Lauren and Roxanne debated the truth of the story, primarily because they have not seen a woman respond angrily for having the door held open for them.

Michele, though, thinks the story is accurate and puts on a pretty good rant about women such as this. The part I liked best follows:

Yet there are women who feel coddled and like lesser beings when someone – in particular a male someone – extends a courtesy to them. I can’t imagine the size of the stick that needs to be up one’s ass in order to feel slighted by an act of politeness. It must be painful to walk around like that all day. And I wonder what the same woman would think if a man walked into a store in front of her and let the door just close behind him – she would probably tell him that he’s insensitive to the needs of women and is therefore a misogynist.
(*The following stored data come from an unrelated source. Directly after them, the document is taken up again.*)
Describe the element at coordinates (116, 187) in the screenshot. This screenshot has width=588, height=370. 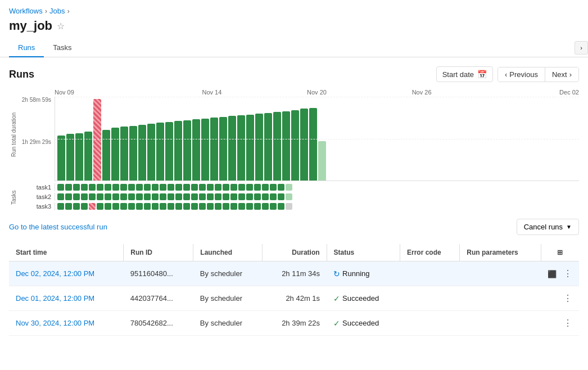
I see `td8` at that location.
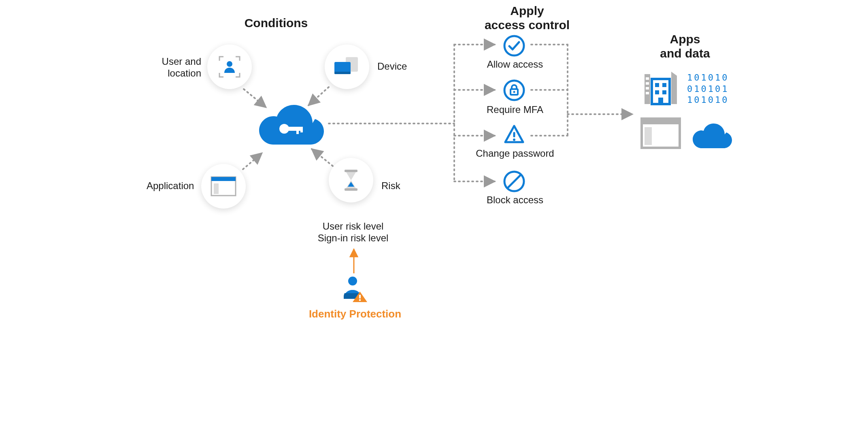  I want to click on app-window-icon, so click(223, 186).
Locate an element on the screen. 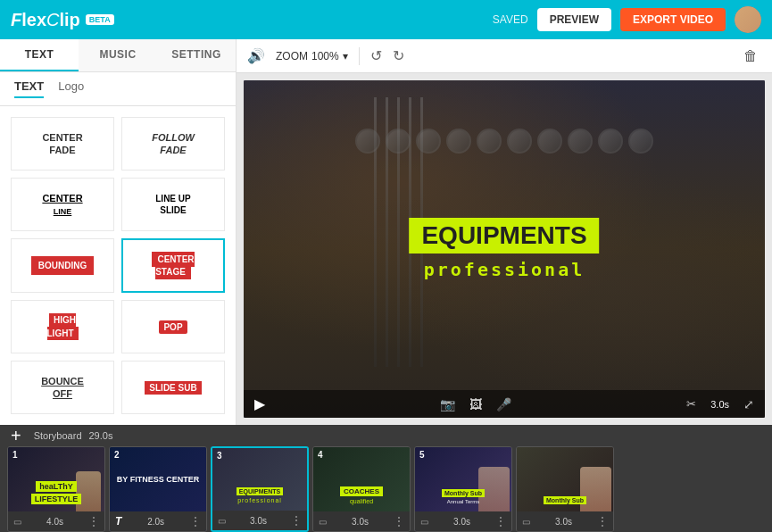 The height and width of the screenshot is (532, 772). sub-tab-logo: Logo is located at coordinates (71, 89).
You can’t win with people like that. You’re either making them feel like puny humans or you’re being condescending by trying to not make them feel like puny humans. If having a door held open for you makes you feel weak, then I suggest you have some deep-rooted problems in regards to male figures and your militant feminism is only going to exacerbate your already seething hatred towards the male species. Here’s their core belief:

Men are evil.
Men who are nice are even more evil because they are only being nice in order to subjugate you.

Personally, I like evil men. I like men with black hair, black eyes, and black hearts. When they have their way with you, they’re doing so because they really want to, not because they’re being polite. It’s a boost to one’s self-esteem.

Seriously, I have never seen a woman get mad at a man for him holding the door open for her. I have seen people a little frustrated when the person holding the door is 50 feet away, thereby forcing the recipient of the courtesy to sprint for the exit so as not to seem like they’re taking advantage of the kindness.

I hold doors open for anyone behind me when I deem letting it go would close it in their face. I also open doors for elderly people, people with lots of packages, lots of kids, or both. I have rarely seen anyone who doesn’t perform this simple act of courtesy.

But I think that Lauren, Roxanne, and Michele all missed something in Cavuto’s description. According to his writing, earlier he had stepped out of the way to let the woman off the elevator. I think readers assumed that he did so when he was getting on. However, if he also held the door open for the lady, he must have been getting off at the same floor as she, and was in the front of the elevator. When the doors opened, he would have probably stepped aside and gestured for her to leave first.

Now, I also do this in elevators – for old people or others who are infirm, or if the elevator is full and I have the best access to either the door or the open button. If this happened to me, and it was only the two of us, I would have felt uncomfortable with the gesture. Now, if he did this, and then sprinted ahead of me to hold the door open, and did so with a coy flourish, I might have made a comment to the effect that I am neither old nor infirm, but thank you all the same. Depending on how much flourish he used would determine the degree of crispness I imbued into my response.

That’s the devil in tales such as these: making a judgment of behavior based on one event and one perspective, when acts such as these usually follow on a sequence of intricate, interwoven events.

I would agree with Michele that the writer is most likely not lying, but I do think he has a biased perspective. Of course he has–all writers do. I would also say that the woman’s response could be accurate as portrayed, but when viewed from the perspective of the events I surmised from the writing, could also be quite understandable.

Additionally, and this to Mr. Cavuto: I don’t know about the door thing, but following a woman who obviously has no interest in your company and asking what got the bug up her butt will get you arrested here in Missouri, and most of the other 50 states. It’s called harassment.

My, that was a fun exercise. Now, where are the women of weblogging?